A few things ...
First, lateral CA can vary from lens unit to lens unit (for a given lens model), though for lenses that exhibit a lot of CA, the lens-to-lens variation is typically small relative to the overall CA inherent to the lens design. There can also be small variations due to sensor & lighting variations (effectively spectral response of sensor and spectrum of lighting play a secondary role). These are all reasons why manual adjustment controls are provided. For example, in Camera Raw 6.1 there are the "Correction Amount" sliders which are effectively volume controls. If you find that a profile for a lens slightly undercorrects with your camera, you can dial it up (and save the result as a custom default, if you wish). A bit like having a basic "lens profile editor" built into the app.
Second, as noted in Tom Hogarty's comments: you do not need perfect flat (or even close to flat) lighting for the vignette estimation. What you need is consistent lighting from shot to shot, within an image set. That is, don't use a flashlight to illuminate the left side of the chart for the first shot, then the right side for the second shot! As long as the lighting is pretty consistent from shot to shot, the Adobe Lens Profile Creator ALPC can factor out nonuniformities in lighting across the chart. (Hint: The technology is related to, but not the same as, the automatic vignette correction used in Photoshop's pano stitching -- i.e., Photomerge.)
Remember that you are supplying multiple images (at least 3, preferably 5 to 9) within a set to ALPC. It is true that if you were trying to estimate vignette falloff from a single image (e.g., by taking an image of a plain surface), then yes you'd want that surface/field to be uniformly illuminated. But that's not the case here, so those assumptions / requirements / prerequisites do not apply.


Copy each entry below verbatim. Skip the pictures.

Material for this exercise section start

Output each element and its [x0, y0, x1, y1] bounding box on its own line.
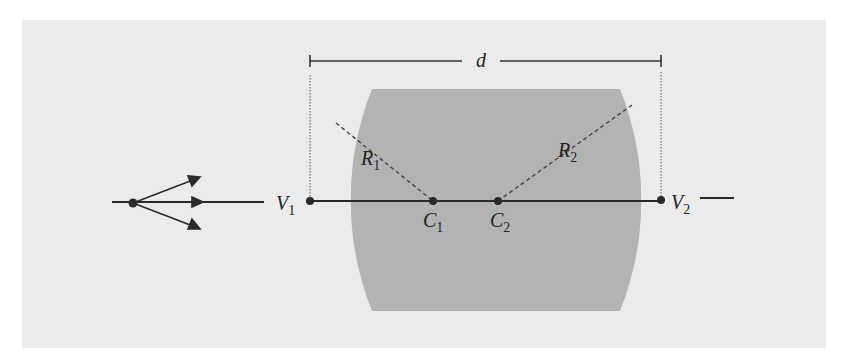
- vertex1-label: V1: [276, 192, 295, 218]
- center1-point: [429, 197, 437, 205]
- vertex2-label: V2: [671, 191, 690, 217]
- vertex2-point: [657, 196, 665, 204]
- vertex1-point: [306, 197, 314, 205]
- center2-point: [494, 197, 502, 205]
- thickness-label: d: [476, 49, 487, 71]
- thick-lens-diagram: d R1 R2 V1 V2 C1 C2: [0, 0, 848, 362]
- source-point: [129, 199, 138, 208]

Material for this exercise section end

→ **Written response**
Output each element and its [x0, y0, x1, y1] bounding box on its own line.
- vertex1-label: V1: [276, 192, 295, 218]
- center1-point: [429, 197, 437, 205]
- vertex2-label: V2: [671, 191, 690, 217]
- vertex2-point: [657, 196, 665, 204]
- vertex1-point: [306, 197, 314, 205]
- center2-point: [494, 197, 502, 205]
- thickness-label: d: [476, 49, 487, 71]
- thick-lens-diagram: d R1 R2 V1 V2 C1 C2: [0, 0, 848, 362]
- source-point: [129, 199, 138, 208]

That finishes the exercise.